Certainly the ecology here (as I have often commented) has changed out of sight, and it is no longer the polar situation you describe. Yes, mid-range companies, as I have often commented, were destroyed in the mid-90s in an act of cultural vandalism by the Australia Council. Yes, it took years for the culture to recover. And now things are different. No, we don't have Anthill and the Church: we have a different and much more flexible structure, where barriers between independent and mainstream, or local and international, are much more porous. Which means that what you say about the inability for independent theatre to move to other audiences is simply not true, however true it is that it remains - as it remains everywhere - a struggle to make theatre. Independent theatre - again like all art - depends on a gift economy, but a lot of people are paid, and a surprising number of indie companies are full-time structures.
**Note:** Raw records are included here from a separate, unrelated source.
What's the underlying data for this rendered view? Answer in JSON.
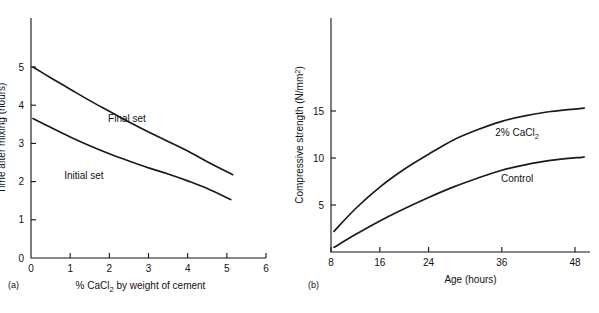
{
  "figure": {
    "panel_a_caption": "(a)",
    "panel_b_caption": "(b)"
  },
  "chart_data": [
    {
      "id": "a",
      "type": "line",
      "title": "",
      "xlabel": "% CaCl2 by weight of cement",
      "xlabel_parts": {
        "pre": "% CaCl",
        "sub": "2",
        "post": " by weight of cement"
      },
      "ylabel": "Time after mixing (hours)",
      "xlim": [
        0,
        6
      ],
      "ylim": [
        0,
        5.6
      ],
      "xticks": [
        0,
        1,
        2,
        3,
        4,
        5,
        6
      ],
      "xticklabels": [
        "0",
        "1",
        "2",
        "3",
        "4",
        "5",
        "6"
      ],
      "yticks": [
        0,
        1,
        2,
        3,
        4,
        5
      ],
      "yticklabels": [
        "0",
        "1",
        "2",
        "3",
        "4",
        "5"
      ],
      "grid": false,
      "legend_position": "inline-labels",
      "series": [
        {
          "name": "Final set",
          "label": "Final set",
          "label_x": 2.45,
          "label_y": 3.55,
          "x": [
            0.05,
            0.5,
            1.0,
            1.5,
            2.0,
            2.5,
            3.0,
            3.5,
            4.0,
            4.5,
            5.15
          ],
          "y": [
            5.0,
            4.72,
            4.42,
            4.12,
            3.84,
            3.56,
            3.3,
            3.05,
            2.8,
            2.52,
            2.18
          ]
        },
        {
          "name": "Initial set",
          "label": "Initial set",
          "label_x": 1.35,
          "label_y": 2.08,
          "x": [
            0.05,
            0.5,
            1.0,
            1.5,
            2.0,
            2.5,
            3.0,
            3.5,
            4.0,
            4.5,
            5.1
          ],
          "y": [
            3.65,
            3.42,
            3.17,
            2.94,
            2.73,
            2.54,
            2.36,
            2.2,
            2.02,
            1.82,
            1.53
          ]
        }
      ]
    },
    {
      "id": "b",
      "type": "line",
      "title": "",
      "xlabel": "Age (hours)",
      "ylabel": "Compressive strength (N/mm2)",
      "ylabel_parts": {
        "pre": "Compressive strength (N/mm",
        "sup": "2",
        "post": ")"
      },
      "xlim": [
        8,
        50
      ],
      "ylim": [
        0,
        25
      ],
      "xticks": [
        8,
        16,
        24,
        36,
        48
      ],
      "xticklabels": [
        "8",
        "16",
        "24",
        "36",
        "48"
      ],
      "yticks": [
        5,
        10,
        15
      ],
      "yticklabels": [
        "5",
        "10",
        "15"
      ],
      "grid": false,
      "legend_position": "inline-labels",
      "series": [
        {
          "name": "2% CaCl2",
          "label": "2% CaCl2",
          "label_parts": {
            "pre": "2% CaCl",
            "sub": "2",
            "post": ""
          },
          "label_x": 38.5,
          "label_y": 12.3,
          "x": [
            8.5,
            12,
            16,
            20,
            24,
            28,
            32,
            36,
            40,
            44,
            49.5
          ],
          "y": [
            2.2,
            4.6,
            6.9,
            8.8,
            10.4,
            11.9,
            13.0,
            13.9,
            14.5,
            14.95,
            15.3
          ]
        },
        {
          "name": "Control",
          "label": "Control",
          "label_x": 38.5,
          "label_y": 7.4,
          "x": [
            8.5,
            12,
            16,
            20,
            24,
            28,
            32,
            36,
            40,
            44,
            49.5
          ],
          "y": [
            0.5,
            1.85,
            3.3,
            4.6,
            5.8,
            6.9,
            7.85,
            8.7,
            9.3,
            9.75,
            10.1
          ]
        }
      ]
    }
  ]
}
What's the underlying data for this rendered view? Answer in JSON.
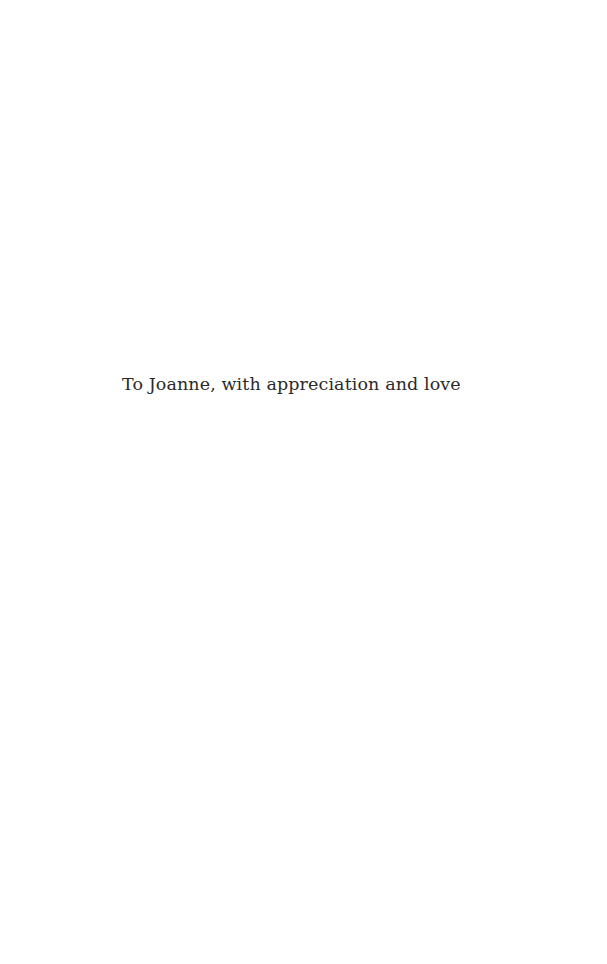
{
  "page": {
    "background_color": "#ffffff",
    "text_color": "#2b2b2b",
    "dedication": "To Joanne, with appreciation and love"
  }
}
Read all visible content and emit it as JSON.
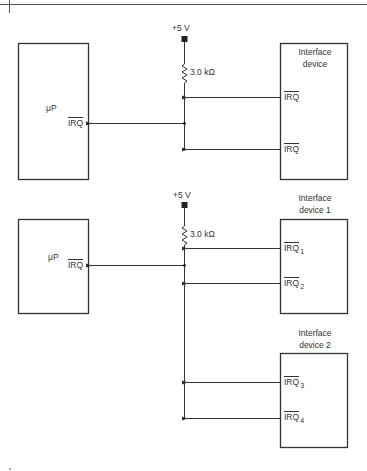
{
  "figure": {
    "top_circuit": {
      "supply": "+5 V",
      "resistor": "3.0 kΩ",
      "processor": {
        "name": "μP",
        "pin": "IRQ"
      },
      "device": {
        "title_line1": "Interface",
        "title_line2": "device",
        "pins": [
          "IRQ",
          "IRQ"
        ]
      }
    },
    "bottom_circuit": {
      "supply": "+5 V",
      "resistor": "3.0 kΩ",
      "processor": {
        "name": "μP",
        "pin": "IRQ"
      },
      "device1": {
        "title_line1": "Interface",
        "title_line2": "device 1",
        "pins": [
          {
            "base": "IRQ",
            "sub": "1"
          },
          {
            "base": "IRQ",
            "sub": "2"
          }
        ]
      },
      "device2": {
        "title_line1": "Interface",
        "title_line2": "device 2",
        "pins": [
          {
            "base": "IRQ",
            "sub": "3"
          },
          {
            "base": "IRQ",
            "sub": "4"
          }
        ]
      }
    }
  }
}
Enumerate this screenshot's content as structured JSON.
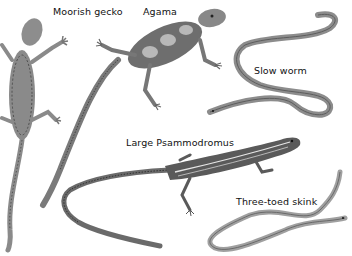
{
  "illustration": {
    "subject": "Reptiles",
    "labels": [
      {
        "id": "moorish-gecko",
        "text": "Moorish gecko",
        "x": 53,
        "y": 6
      },
      {
        "id": "agama",
        "text": "Agama",
        "x": 143,
        "y": 6
      },
      {
        "id": "slow-worm",
        "text": "Slow worm",
        "x": 254,
        "y": 65
      },
      {
        "id": "large-psammodromus",
        "text": "Large Psammodromus",
        "x": 126,
        "y": 137
      },
      {
        "id": "three-toed-skink",
        "text": "Three-toed skink",
        "x": 236,
        "y": 196
      }
    ],
    "colors": {
      "background": "#ffffff",
      "gecko": "#7a7a7a",
      "agama_body": "#6e6e6e",
      "agama_spots": "#b8b8b8",
      "slow_worm": "#8c8c8c",
      "psammodromus": "#5a5a5a",
      "skink": "#a0a0a0"
    }
  }
}
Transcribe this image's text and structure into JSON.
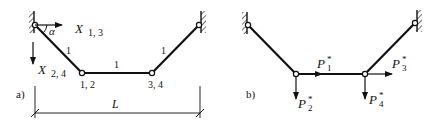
{
  "panel_a": {
    "label": "a)",
    "member_labels": [
      "1",
      "1",
      "1"
    ],
    "angle_label": "α",
    "unknown_horizontal": {
      "symbol": "X",
      "subscript": "1, 3"
    },
    "unknown_vertical": {
      "symbol": "X",
      "subscript": "2, 4"
    },
    "node_left_label": "1, 2",
    "node_right_label": "3, 4",
    "span_label": "L"
  },
  "panel_b": {
    "label": "b)",
    "loads": [
      {
        "symbol": "P",
        "subscript": "1",
        "superscript": "*"
      },
      {
        "symbol": "P",
        "subscript": "2",
        "superscript": "*"
      },
      {
        "symbol": "P",
        "subscript": "3",
        "superscript": "*"
      },
      {
        "symbol": "P",
        "subscript": "4",
        "superscript": "*"
      }
    ]
  },
  "colors": {
    "line": "#111111",
    "background": "#ffffff"
  }
}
The Malthouse, the Arts Centre's Full Tilt program - and, if it gets the funding, I hope the MTC - provide main stages for independent companies around town
, and you must have missed that the Malthouse had a Broadway hit with Exit the King. The Malthouse in fact regularly tour their shows internationally. Local companies like Aphids (which recently traveled very successfully to Denmark with their beautiful show Care Instructions), Back to Back (international stars and festival stalwarts, most recently in Germany last month), Stuck Pigs (who won the best fringe show prize in New York) or Ranters (regular travelers in Europe) get out and find new audiences elsewhere. Those and others, like Red Stitch, or Theatre Works, which provides space and resources for an intelligently curated program, are the energies you're missing. Yes, there are problems; for example, I think we'll see the GFC hit the theatre scene in earnest next year, as sponsor contracts end, and that will have knock-on effects in all sorts of ways. But I just can't see the same clouds louring about our house as you do.

I don't really have anything to say about your comments about what I do here on the blog. But I do think that you must have missed a few things.